Children of immigrants currently make up one in four of all
children in the United States, and this proportion is expected to
increase to one-third by 2050. On average, children of immigrants
are more likely than children of natives to live in poverty,
experience food insecurity, and live in crowded housing.
Additionally, they are less likely than children of natives to
receive public assistance or to have health insurance. In this
project, investigators provide a comprehensive picture of the
health of children of immigrants in comparison to children of
natives using recent, nationally representative data.
After decades of studying dysfunction and maladjustment, social
and behavioral scientists have begun to recognize the importance
of environmental⁄ contextual and dispositional factors that
promote or facilitate healthy development. Researchers consider
the interface between socioeconomic status (SES) and markers of
healthy functioning across multiple generations of family
members, focusing on positive development in order to offer
alternative pathways for interventions and programs focused on
promotion of resilience under stressful conditions.
Considerable evidence shows that low socioeconomic status (SES)
is associated with poorer physical health, emotional well-being,
and cognitive functioning for both children and adults. SES also
appears to be an important predictor of problem behaviors in
childhood and adolescence, such as delinquency, aggression,
conduct problems at school, and other externalizing behaviors.
Health outcomes for children and adults vary dramatically across
neighborhoods, even after statistically controlling for various
individual- or family-level risk and protective factors. These
patterns have generated concern among both policymakers and
scientists that health outcomes may be causally affected by
neighborhood attributes. In this paper, researchers estimate the
causal effects on child mortality from moving into less
distressed neighborhood environments.
Since the Clean Air Act Amendments of 1990 (CAAA), atmospheric
concentration of local pollutants has fallen drastically. A
natural question is whether further reductions will yield
additional health benefits. Investigators in this project further
this research by addressing two related research questions: (1)

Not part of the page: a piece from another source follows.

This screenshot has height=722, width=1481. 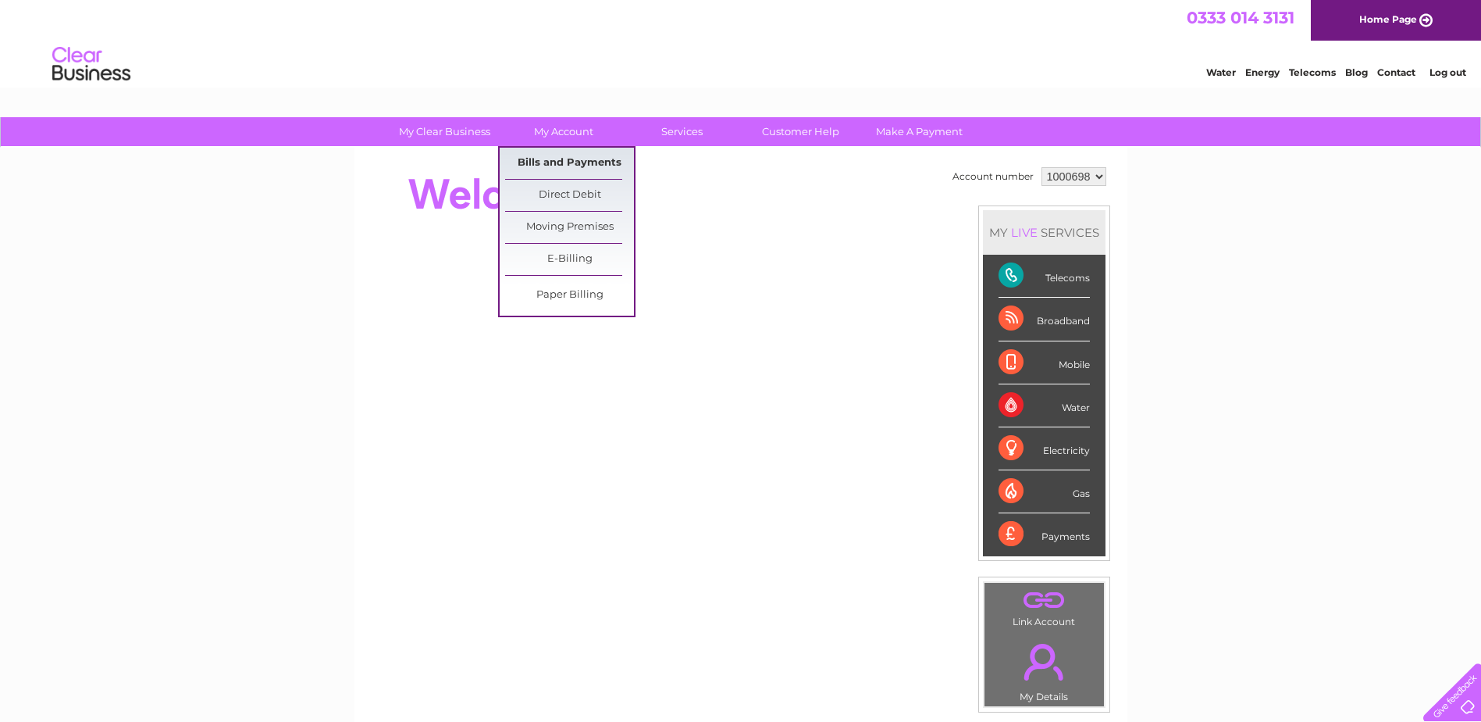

what is the impact of automobile driving (and especially
congestion) on ambient air pollution levels, and (2) what is the
impact of modern air pollution levels on infant health? These
questions directly impact children living in congested,
impoverished neighborhoods.
While parents are judged constantly, by fellow parents and by
wider society, the consequences of judging parents may extend
beyond community reputation and social status: one of the
harshest potential consequences of parental judgement is the
state’s termination of parental rights. In these cases,
impoverished parents who live in rural places suffer harsher
judgements as they do not have ready access to state supported
parenting programs. This project calls attention to the plight of
poor rural families in gaining access to state funded programs
that would improve their parenting outcomes.
While literature suggests that early patterns of aggressive
behavior in both girls and boys are predictive of a variety
of health risks in adulthood, a longitudinal
examination of the predictive links between
childhood aggression, negative physical health
outcomes in adulthood and overall use of health care
has not been done. This study investigates the use of
health care and a variety of physical health
outcomes in adulthood in order to extend the current body
of knowledge regarding the long-term negative sequelae
of childhood aggression.
Is there a positive health impact to families receiving the
Earned Income Tax Credit, a central piece in the U.S. safety net
for families with children? Researchers conclude that the
sizeable increase in income for eligible families significantly
improved birth outcomes for both whites and African Americans,
with larger impacts for births to African American mothers.